For about two months (October to December 1941), Heim was stationed at the Ebensee concentration camp near Linz, Austria, where he carried out experiments on Jews and others similar to those performed at Auschwitz by Josef Mengele.

According to Holocaust survivors, Jewish prisoners were poisoned with various injections directly into the heart, including petrol, phenol, available poisons, or even water, to induce death.

Heim reportedly removed organs from living prisoners without anesthesia, killing hundreds.

A prisoner by the name of Karl Lotter also worked in the Mauthausen hospital at the time Aribert Heim was there.

Lotter testified that in 1941, he witnessed Aribert Heim butcher a prisoner who came to him with an inflamed foot.

Lotter provided more gruesome details about how Aribert butchered the 18-year-old prisoner, stating that Aribert gave him anesthetic and then proceeded to cut him open, castrate him, and take out one of his kidneys.

The prisoner died, and his head was cut off, boiled and stripped of its flesh.

Heim then allegedly used this young man's skull as a paperweight on his desk.

In a sworn statement that was given eight years after the incident Lotter stated that Heim "needed the head because of its perfect teeth".

Other survivors of the Holocaust referred to Aribert removing tattooed flesh from prisoners and using the skin to make seat coverings, which he gave to the commandant of the camp.

Marcelino Bilbao Bilbao stated that Heim drew blood from him for six weeks and later injected him with a liquid that ended up paralyzing his body.

1942

From February 1942, Heim served in the 6th SS Mountain Division Nord in northern Finland, especially in Oulu's hospitals as an SS doctor.

His service continued until at least October 1942.

1945

On 15 March 1945, Heim was captured by US soldiers and sent to a camp for prisoners of war.

He would remain imprisoned for a two-and-a-half year period.

But while Heim's former colleague, Erich Wasicky, and dozens of others were tried and executed in the Mauthausen-Gusen camp trials, Heim was never prosecuted.

1947

In December 1947, he was released and worked as a gynecologist at Baden-Baden until his disappearance in 1962; he had telephoned his home and was told that the police were waiting for him.

Having been questioned on previous occasions, he surmised the reason (an international warrant for his arrest had been in place since that date) and went into hiding.

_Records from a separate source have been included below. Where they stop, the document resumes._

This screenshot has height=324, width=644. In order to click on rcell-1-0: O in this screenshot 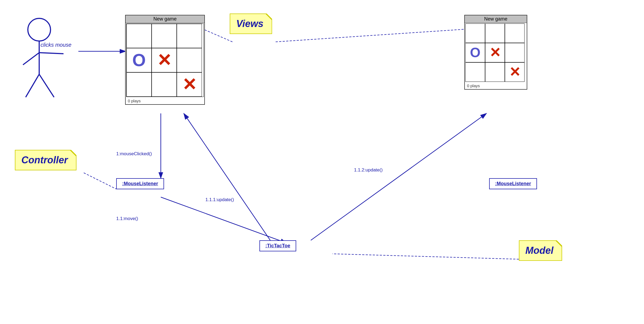, I will do `click(475, 53)`.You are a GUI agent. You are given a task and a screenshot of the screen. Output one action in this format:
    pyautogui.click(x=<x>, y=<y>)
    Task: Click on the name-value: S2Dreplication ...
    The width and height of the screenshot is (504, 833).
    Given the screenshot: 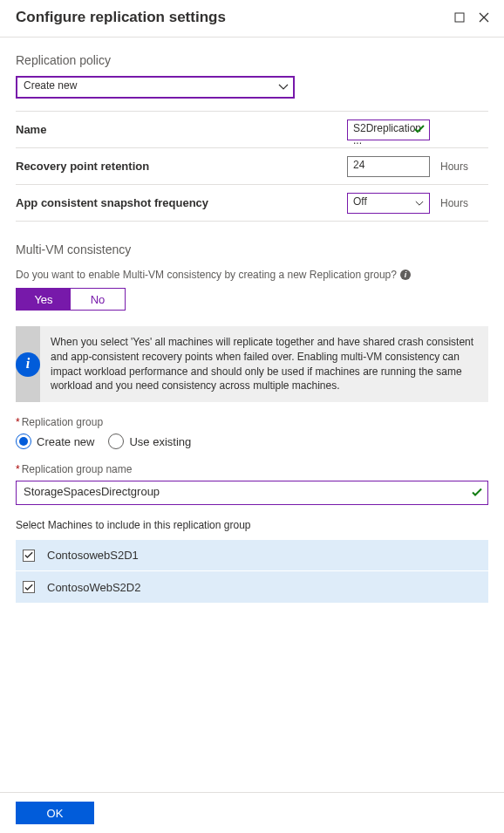 What is the action you would take?
    pyautogui.click(x=387, y=134)
    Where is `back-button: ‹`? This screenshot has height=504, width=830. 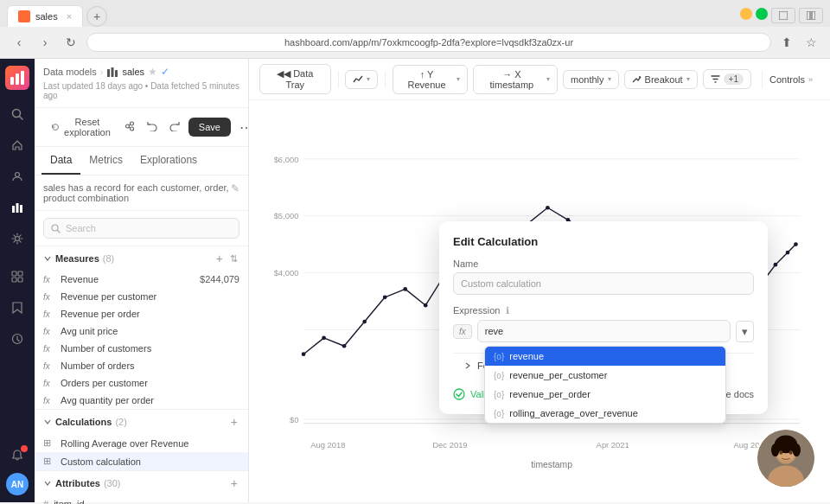 back-button: ‹ is located at coordinates (19, 42).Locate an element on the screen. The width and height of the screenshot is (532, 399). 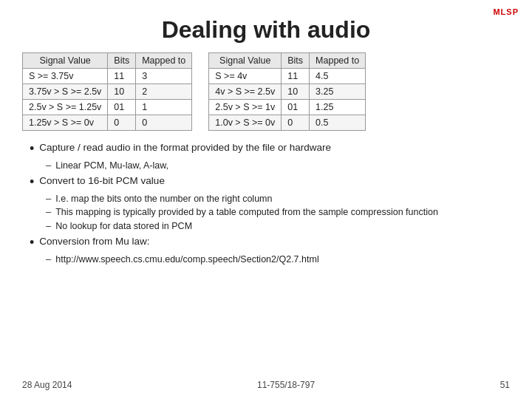
table-row: 3.75v > S >= 2.5v102 is located at coordinates (108, 92).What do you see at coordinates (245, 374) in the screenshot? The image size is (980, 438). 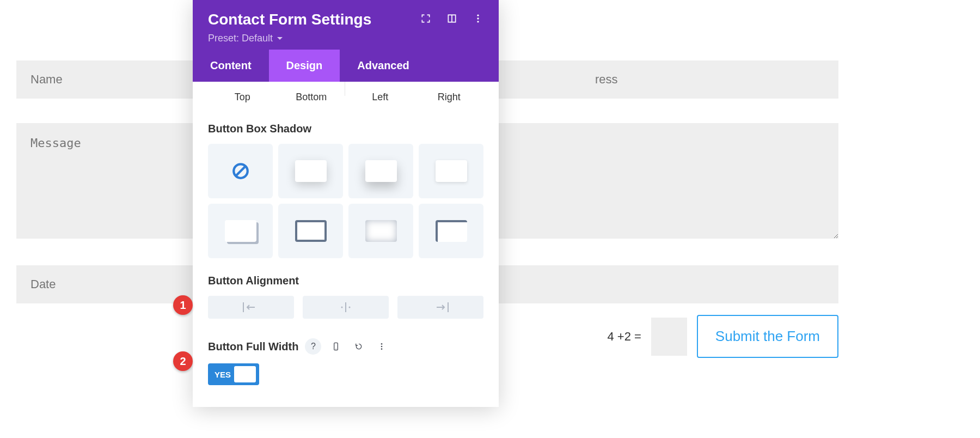 I see `toggle-knob` at bounding box center [245, 374].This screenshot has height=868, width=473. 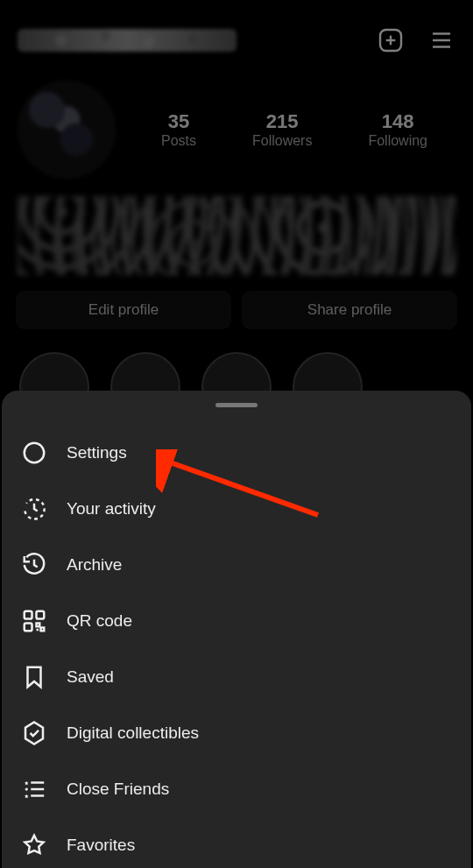 I want to click on qr-code-menu-item: QR code, so click(x=236, y=621).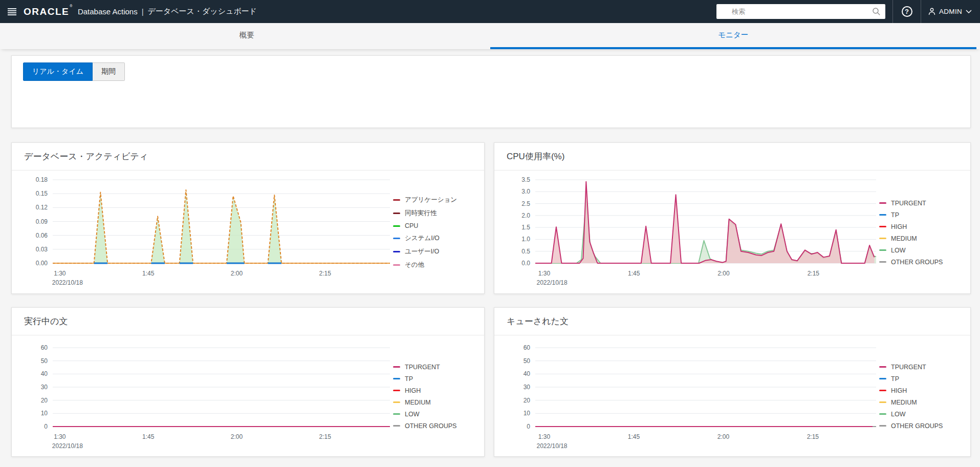  Describe the element at coordinates (107, 11) in the screenshot. I see `product-name: Database Actions` at that location.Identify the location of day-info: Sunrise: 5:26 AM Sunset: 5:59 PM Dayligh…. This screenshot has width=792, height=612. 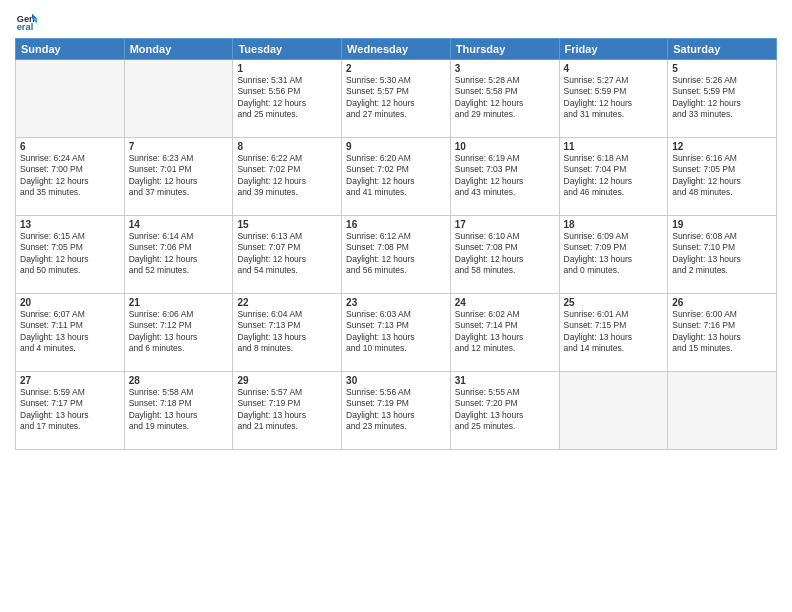
(722, 98).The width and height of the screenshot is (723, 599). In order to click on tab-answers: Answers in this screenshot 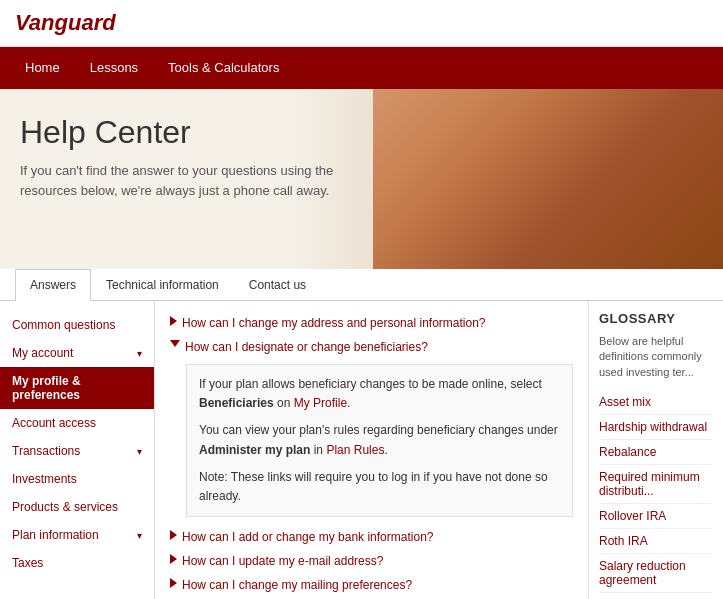, I will do `click(53, 285)`.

According to his son, Rüdiger Heim, he drove through France and Spain onward to Morocco, moving finally to Egypt via Libya.

In the years following his disappearance, Heim was the target of a rapidly escalating manhunt and ever-increasing rewards for his capture.

Following his escape there were reported sightings in Latin America, Spain and Africa, as well as formal investigations aimed at bringing him to justice, some of which took place even after he had apparently died in Egypt.

The German government offered €150,000 for information leading to his arrest, while the Simon Wiesenthal Center launched Operation Last Chance, a project to assist governments in the location and arrest of suspected Nazi war criminals who are still alive.

1992

It was then reported that Heim had died there on 10 August 1992 from complications of rectal cancer, according to testimony by his son Ruediger and lawyer.

This information, though set forth by a German court, was questioned by Efraim Zuroff, a leading Nazi hunter of the Simon Wiesenthal Center.

2001

Tax records prove that, as late as 2001, Heim's lawyer asked the German authorities to refund capital gains taxes levied on him because he was living abroad.

2008

Zuroff stated that on a visit to Puerto Montt, Chile, in July 2008, Heim's daughter told him that Heim had died in 1993 in Argentina.

2009

In February 2009, after years of attempts to locate him, German television network ZDF had found Heim's passport and other documents in Cairo.

2012

In 2012, a court in Baden-Baden confirmed again that Heim had died in 1992 in Egypt, based on new evidence provided by his family and lawyer.

2013

The Wiesenthal Center continued to dispute these findings, and Heim remained on the list of most-wanted Nazi war criminals until 2013.